10 Steps to Ace that Job Interview
1. Have your best stories aka “examples” planned out.
When someone says, “Tell me about yourself,” they don’t want to hear you rattle off a list of what you’ve done or what you’ve accomplished with no clear relationship to the job or how you achieved success. People want stories. Stories are what make you stick in people’s minds.
The problem is, most people can’t figure out a story to tell about themselves, so they start listing facts. This is boring, and research shows that listing facts about ourselves instead of telling stories actually makes us feel disjointed — which is, of course, no good in an interview. Compelling stories with good examples to show off your skills of course, and makes us believe in ourselves.
2. Master the behavioural interview.
When someone asks you a question that begins, “Tell me about a time when…” it’s a cue that you’re in a behavioral interview. There are established ways to answer this type of question.
The interviewer is trying to see how you acted in the past, which is a good predictor of how you’ll act in the future. You need to tell the interviewer about a situation you encountered, the action you took to solve the problem, and quantify the results. This is called the STAR response — Situation or Task, Action, Results. Always have your pre-planned examples above with a STAR response.
SHARE Model
A similar method to the STAR Method is the SHARE Model for responding to behavioral-based job interview questions:
S — Situation; describe a specific situation;
H — Hinderances; identify any hindrances or challenges faced;
A — Action; explain the action(s) you took in response;
R — Results; discuss the results or outcomes from your action(s);
E — Evaluate; explain and evaluate what you learned from the experience.3. Don’t leave all your questions for the End.
Don’t wait until the end to ask good questions.
What’s the point? You just spent the whole interview telling the person you’re right for the job — it’s a little late to be asking questions about the job, right? So ask your questions at the beginning. And then use the answers to better position yourself for the job during the interview.
At the end, when the interviewer says, Do you have any questions?” you can say, “No, I think I asked everything I needed to ask at the beginning of the interview. But thank you” instead of thinking of a pile of pseudo-questions
4. Don’t worry too much about your Social Media Pages.
Unless you bashed your former boss! Or worse your current one! Many companies have values and ethics codes which involves not sharing company information with the public. Don’t comment on your friends defamation of anyone’s character, group or organization. Never participate in any conversation that will make you seem petty or unprofessional. And please don’t post information about your personal problems or a breakup on social media. Follow these guidelines.
5. Explain away job hopping and long gaps.
It doesn’t matter what you do with your time as long as you’re doing productive, interesting things. So a gap is fine, as long as you can talk about what you learned, and how you grew during the gap. And job hopping is fine as long as you can show you made a significant, quantifiable contribution everywhere you went. If you are new to Canada and immigration has caused a gap in your work experience, here are some resume tips.
6. Present a plan.
Show the interviewer that you’ve done a bit of thinking about the company and the job. Brendon Connelly at Slacker Manager suggests that you go to the interview with a plan for the first three months you’re in the job.
Show some humility — say, “This is just something I came up with that we might use to get the interview started.” Of course, you can only do this if you know a lot about the job. But the best way to get the job is to know a lot about it.
7. If you are fresh out of College – Manage your parents.
It’s common today for parents to be involved in their twentysomething child’s job hunt. Parental involvement is so ubiquitous during interviews for summer internship programs that companies like Merrill Lynch will actually send an acceptance letter to a parent if the candidate requests one.
But some parents hover so close by that they make their kid look incompetent. Get help from your parents, but don’t get too much. Check out CollegeRecrutier.com to find out where your parents fall on the spectrum.
8. Show that you can Anticipate and Plan for all Players in the Organization
You’ll probably interview with more than one person who has a different role at the company example, HR, Finance, Marketing etc. And each person you talk with will have some sort of personal agenda that will infiltrate your interview. Your job is to identify the role of the person you’re talking to so that you can give the type of answer they’re looking for. Typically, they will all look for answers that show you are sensitive to each Department’s role within the organization. They will want to know that you know to include them at every stage of a project – at the earliest time possible in order to have maximum project success. Show that you know how to work across multi-disciplinary functions and that you can anticipate ahead of time what the Marketing and Finance Department will need from you.
9. Practice. A lot.
An interview isn’t an improvisation — it’s a rehearsed performance. And it’s no mystery what the most common interview questions are, so prepare you answers. Even if you end up fielding a question you didn’t anticipate, surely a version of one the 50 answers you did prepare will work with the surprise question.
10. Knock Em Dead
On the Day of the interview review all of these points – its easy to forget. Go in with all your pre-panned examples that have a STAR or SHARE outline. As questions throughout the interview and present a plan for the position. Know how you will explain gaps or job-hopping. As the saying practice makes perfect, and with all the preparation you’ve done – you should be able to ace that interview!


■ Activity ■
In the following listing, find the lines containing "diagram" and report them.

::::

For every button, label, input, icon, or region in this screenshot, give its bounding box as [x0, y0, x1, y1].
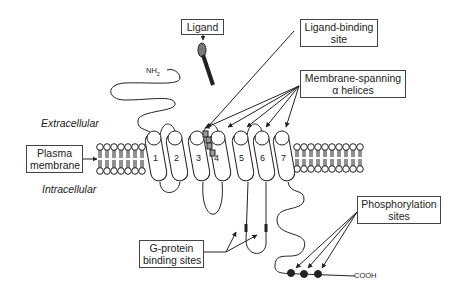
transmembrane-helices: [144, 131, 296, 182]
extracellular-label: Extracellular: [41, 117, 99, 129]
c-terminal-chain: [275, 182, 355, 276]
helix-number: 4: [214, 153, 219, 163]
c-terminus-label: COOH: [354, 271, 377, 280]
lipid-bilayer-left: [97, 144, 146, 175]
g-protein-marks: [246, 224, 266, 232]
g-protein-binding-sites-label: G-protein binding sites: [139, 240, 204, 268]
helix-number: 3: [196, 153, 201, 163]
n-terminus-label: NH2: [146, 66, 160, 77]
lipid-bilayer-right: [294, 144, 364, 173]
helix-number: 5: [239, 153, 244, 163]
helix-number: 6: [260, 153, 265, 163]
intracellular-label: Intracellular: [42, 183, 96, 195]
n-terminal-chain: [111, 69, 180, 136]
helix-number: 7: [281, 153, 286, 163]
membrane-spanning-helices-label: Membrane-spanning α helices: [300, 70, 406, 98]
plasma-membrane-label: Plasma membrane: [26, 145, 83, 173]
ligand-binding-site-label: Ligand-binding site: [300, 19, 378, 47]
phosphorylation-sites-label: Phosphorylation sites: [357, 196, 441, 224]
phosphorylation-residues: [288, 270, 322, 278]
ligand-tail: [203, 55, 213, 85]
helix-number: 2: [174, 153, 179, 163]
ligand-label: Ligand: [181, 19, 224, 35]
helix-number: 1: [153, 153, 158, 163]
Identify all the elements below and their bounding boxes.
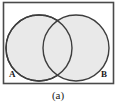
venn-diagram-svg: [0, 0, 129, 88]
set-b-label: B: [101, 70, 107, 79]
venn-diagram-figure: A B (a): [0, 0, 129, 106]
venn-diagram-canvas: [0, 0, 129, 88]
figure-caption: (a): [0, 88, 116, 102]
set-b-circle: [43, 15, 109, 81]
set-a-label: A: [9, 70, 16, 79]
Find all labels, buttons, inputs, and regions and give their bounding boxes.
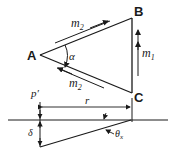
label-alpha: α bbox=[69, 50, 75, 62]
label-m1: m1 bbox=[142, 46, 155, 62]
tick-arrow bbox=[104, 113, 106, 119]
angle-alpha-arc bbox=[65, 45, 68, 67]
label-m2-lower: m2 bbox=[69, 76, 82, 92]
member-ac bbox=[40, 55, 132, 93]
label-theta: θx bbox=[115, 128, 124, 141]
truss-diagram: A B C m2 m2 m1 α p′ r δ θx bbox=[0, 0, 175, 156]
label-a: A bbox=[27, 48, 37, 63]
member-ab bbox=[40, 18, 132, 55]
angle-theta-arrow bbox=[106, 130, 114, 134]
label-b: B bbox=[134, 4, 143, 19]
label-c: C bbox=[134, 90, 144, 105]
label-delta: δ bbox=[28, 127, 33, 138]
triangle-abc bbox=[40, 18, 132, 93]
label-p-prime: p′ bbox=[30, 87, 40, 99]
label-m2-upper: m2 bbox=[71, 16, 84, 32]
label-r: r bbox=[85, 94, 90, 106]
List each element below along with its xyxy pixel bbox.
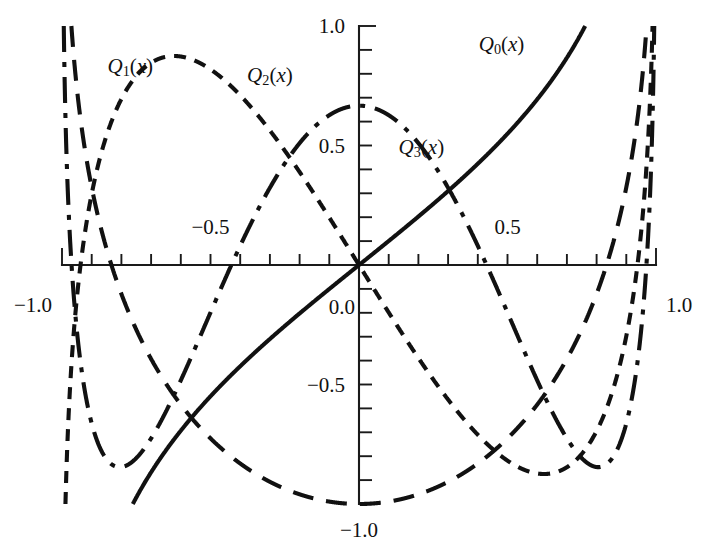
curve-label-q1-arg: (x) bbox=[130, 53, 153, 77]
curve-label-q2-base: Q bbox=[247, 63, 262, 87]
x-tick-label-neg0-5: −0.5 bbox=[191, 215, 229, 240]
legendre-q-functions-figure: −1.0 −0.5 0.5 1.0 1.0 0.5 0.0 −0.5 −1.0 … bbox=[0, 0, 707, 552]
curve-label-q0-arg: (x) bbox=[501, 32, 524, 56]
y-tick-label-pos1: 1.0 bbox=[319, 14, 345, 39]
curve-label-q2: Q2(x) bbox=[247, 63, 293, 90]
y-tick-label-zero: 0.0 bbox=[329, 295, 355, 320]
x-tick-label-neg1: −1.0 bbox=[14, 293, 52, 318]
curve-label-q3-arg: (x) bbox=[421, 134, 444, 158]
curve-label-q1: Q1(x) bbox=[107, 53, 153, 80]
x-tick-label-pos1: 1.0 bbox=[666, 293, 692, 318]
curve-label-q0: Q0(x) bbox=[479, 32, 525, 59]
curve-label-q0-base: Q bbox=[479, 32, 494, 56]
x-tick-label-pos0-5: 0.5 bbox=[494, 215, 520, 240]
y-tick-label-neg0-5: −0.5 bbox=[307, 372, 345, 397]
curve-label-q3-base: Q bbox=[399, 134, 414, 158]
y-tick-label-neg1: −1.0 bbox=[340, 518, 378, 543]
curve-label-q2-arg: (x) bbox=[269, 63, 292, 87]
curve-label-q3: Q3(x) bbox=[399, 134, 445, 161]
y-tick-label-pos0-5: 0.5 bbox=[319, 133, 345, 158]
curve-label-q1-base: Q bbox=[107, 53, 122, 77]
plot-canvas bbox=[0, 0, 707, 552]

::::

■ Answer section ■
venn-diagram-svg: [0, 0, 129, 88]
venn-diagram-figure: A B (a): [0, 0, 129, 106]
venn-diagram-canvas: [0, 0, 129, 88]
truss-diagram: A B C m2 m2 m1 α p′ r δ θx bbox=[0, 0, 175, 156]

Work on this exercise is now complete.